“In photography there is a reality so subtle that it becomes more real than reality,” photographer Alfred Stieglitz has said. When photography becomes a passion images are produced from the deepest of forests, coldest of places, deserts and of events and incidents captured by the lens by people with great risk to their lives.
‘Accessible Arctic’, the title of a photo exhibition currently on in the Capital, could not have been more apt. as one moves from one exotic photograph to the other, one feels surrounded by the vast expanse of glacial ice, feeling the chill in the very bones. The snow white polar bear, arctic fox, snow geese; all in their frozen habitats or women racing on the snow, Inuit sitting near a hole in the ice to catch fish or icy sheets floating on blue waters in the back drop of a sunrise and a sunset are some of the images brought alive by the exhibition.

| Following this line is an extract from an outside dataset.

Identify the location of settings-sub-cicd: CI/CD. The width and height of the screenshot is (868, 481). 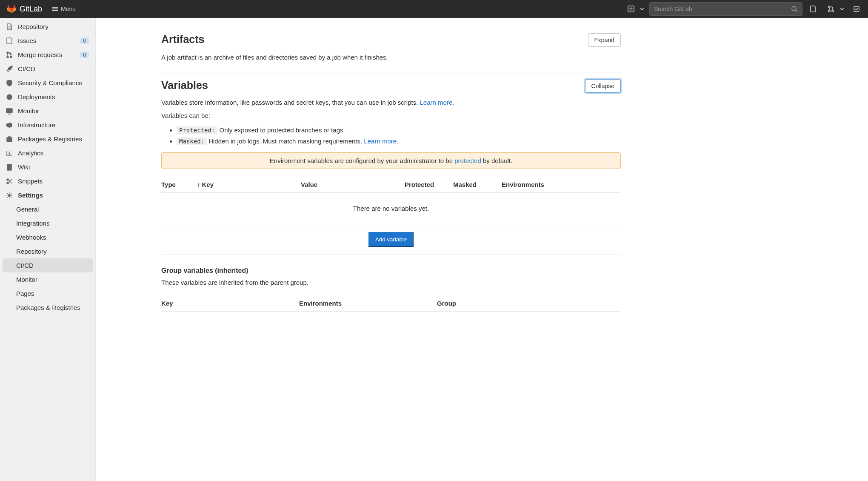
(48, 266).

In the light of climate change and global warming fast affecting and changing the fragile ecosystem of the Arctic and life of the Inuits and Eskimos, these photographs are an invaluable treasure for future generations.
As an American photographer Dorothea Lange has said, “Photography takes an instant out of time, altering life by holding it still.”
The photographs are from the archives of the Canadian National Geographic featuring the Canadian Arctic. The exhibition marks Canada taking over the chair of the Arctic Council and India’s newly granted observer status at the Arctic Council.
From the overwhelming beauty of the Arctic’s icy landscapes to the life on Delhi’s streets, another exhibition ‘Delhi – its own way’ captures life in the back drop of monuments or ruins. There is a sharp contrast in the two exhibitions but they both portray ‘life’.
Krishnendu Chatterjee through his lens has sought to chronicle what he calls ‘the smaller moments that mirror the larger picture’ as he photographs life on the streets of Delhi. Whether it is pollution in Jamuna, a woman wearing chappals trying to walk through water logged streets or a man sleeping on the cart in a busy market or a child quenching his thirst from a tap, the photographer has tried to capture the essence of life of those who understand and accept Delhi as home.
Photographs are ‘history in making’ with power to ‘move’ and ‘change’ the world, whether they portray the ‘beauty’ of nature or horrors of manmade or natural disasters.